Understand Plan Mode, Fast Mode, reasoning controls, and agent-specific session controls

Conductor lets you change how an agent approaches a task before or during a chat. These controls affect the current session, not the repository itself.

Use Claude Code, Codex, or Cursor when you want a coding agent in a Conductor workspace. You can run one agent by itself, or run multiple agents in separate tabs or workspaces.

For setup, billing, and provider-specific limits, see Harnesses.

For workflow-level differences, see Compare Conductor vs Claude Code, Compare Conductor vs Codex, and Compare Conductor vs Cursor.

Supported controls

ControlClaude CodeCodexCursor
Plan ModeSupportedSupportedNot supported
Fast ModeSupportedSupportedNot supported
Thinking or reasoning levelSupported when the selected model exposes itSupported when the selected model exposes itNot supported
PersonalitiesNot supportedSupportedNot supported
CheckpointsSupportedSupportedNot supported
SkillsSupportedSupportedNot supported

Open the model picker to choose a Claude Code, Codex, or Cursor model. If Cursor cannot start, check that CURSOR_API_KEY is configured in Settings -> Providers -> Cursor. If Codex cannot start, check your OpenAI authentication or subscription setup.

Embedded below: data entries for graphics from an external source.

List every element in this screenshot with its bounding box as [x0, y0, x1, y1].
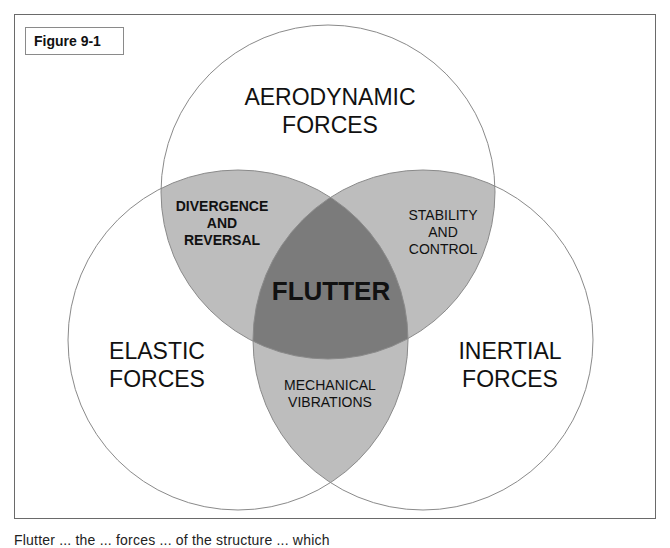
label-aerodynamic-1: AERODYNAMIC: [244, 84, 415, 110]
label-elastic-1: ELASTIC: [109, 338, 205, 364]
label-aerodynamic-2: FORCES: [282, 112, 378, 138]
caption-text: Flutter ... the ... forces ... of the st…: [14, 532, 330, 548]
label-divergence-3: REVERSAL: [184, 232, 261, 248]
label-flutter: FLUTTER: [272, 276, 391, 306]
label-inertial-2: FORCES: [462, 366, 558, 392]
label-mechanical-1: MECHANICAL: [284, 377, 376, 393]
label-elastic-2: FORCES: [109, 366, 205, 392]
label-divergence-2: AND: [207, 215, 237, 231]
label-inertial-1: INERTIAL: [458, 338, 561, 364]
label-stability-2: AND: [428, 224, 458, 240]
label-mechanical-2: VIBRATIONS: [288, 394, 372, 410]
label-stability-1: STABILITY: [409, 207, 479, 223]
figure-label: Figure 9-1: [25, 27, 124, 55]
label-stability-3: CONTROL: [409, 241, 478, 257]
label-divergence-1: DIVERGENCE: [176, 198, 269, 214]
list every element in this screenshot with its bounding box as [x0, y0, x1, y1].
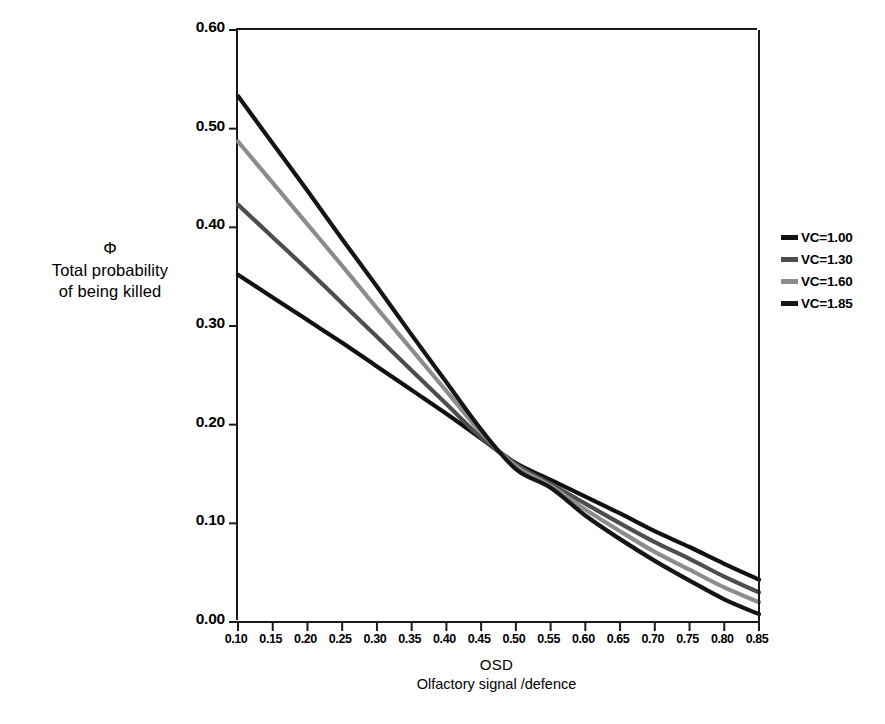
legend-label: VC=1.60	[801, 274, 853, 289]
y-tick-label: 0.00	[165, 610, 225, 628]
x-tick-label: 0.85	[737, 632, 777, 646]
y-tick-label: 0.10	[165, 511, 225, 529]
legend-swatch-icon	[781, 235, 798, 240]
legend: VC=1.00VC=1.30VC=1.60VC=1.85	[781, 226, 885, 314]
y-axis-tick-marks	[229, 30, 238, 622]
plot-area	[236, 28, 757, 620]
legend-item-vc-1-60[interactable]: VC=1.60	[781, 270, 885, 292]
y-tick-label: 0.60	[165, 18, 225, 36]
y-axis-label-line2: of being killed	[10, 281, 210, 302]
series-line-vc-1-85	[238, 96, 759, 614]
y-tick-label: 0.40	[165, 215, 225, 233]
x-axis-label: OSD Olfactory signal /defence	[236, 655, 757, 693]
series-line-vc-1-30	[238, 205, 759, 593]
series-line-vc-1-60	[238, 141, 759, 602]
y-tick-label: 0.20	[165, 413, 225, 431]
series-line-vc-1-00	[238, 275, 759, 580]
y-axis-label-line1: Total probability	[10, 260, 210, 281]
figure: Φ Total probability of being killed 0.00…	[0, 0, 885, 724]
y-axis-symbol: Φ	[10, 238, 210, 260]
legend-item-vc-1-00[interactable]: VC=1.00	[781, 226, 885, 248]
y-tick-label: 0.30	[165, 314, 225, 332]
legend-item-vc-1-85[interactable]: VC=1.85	[781, 292, 885, 314]
series-group	[238, 96, 759, 614]
y-tick-label: 0.50	[165, 117, 225, 135]
y-axis-label: Φ Total probability of being killed	[10, 238, 210, 302]
legend-label: VC=1.30	[801, 252, 853, 267]
legend-item-vc-1-30[interactable]: VC=1.30	[781, 248, 885, 270]
plot-svg	[236, 28, 761, 624]
caption-remnant	[22, 706, 442, 720]
legend-label: VC=1.85	[801, 296, 853, 311]
legend-swatch-icon	[781, 257, 798, 262]
x-axis-label-main: OSD	[236, 655, 757, 675]
x-axis-label-sub: Olfactory signal /defence	[236, 675, 757, 694]
legend-swatch-icon	[781, 279, 798, 284]
legend-label: VC=1.00	[801, 230, 853, 245]
legend-swatch-icon	[781, 301, 798, 306]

Cursor sessions support Composer 2.5 in Conductor.

Plan Mode

Plan Mode asks the agent to make a plan before editing files. Use it when the task is ambiguous, risky, or broad enough that you want to review the approach first.

Plan Mode is useful for:

  • Refactors with unclear boundaries
  • Migrations
  • Multi-file product changes
  • Debugging where the root cause is not known yet
  • Work that should be split across multiple agents or workspaces

When the plan looks right, approve it or give feedback. If you exit Plan Mode, the agent can move from planning into implementation.

Fast Mode

Fast Mode prioritizes speed. Use it for narrow edits, simple fixes, and quick follow-up work.

Avoid Fast Mode when the task needs careful codebase analysis, large refactors, or high-stakes reasoning.

Thinking and reasoning controls

Some models expose thinking or reasoning controls. Higher settings give the agent more room to reason before answering, but may take longer or use more credits.

Use higher reasoning for architecture, debugging, migrations, and code review. Use lower reasoning for straightforward edits and short questions.

Codex personalities

Codex sessions can use personalities to change how Codex approaches work. Personalities are session-level controls. Use them when you want a different working style without changing repository instructions.

Skills

Codex and Claude Code can use skills in Conductor. If you already have repo or user skills for one agent, you can often reuse them so both agents follow the same project conventions.

Run agents together

Use separate tabs when you want Claude Code, Codex, or Cursor to work in the same workspace. Use separate workspaces when the work should happen on different branches.

Repository guidance

Mode controls are temporary. For durable guidance, use Repository Settings or checked-in instruction files such as AGENTS.md, CLAUDE.md, or skills.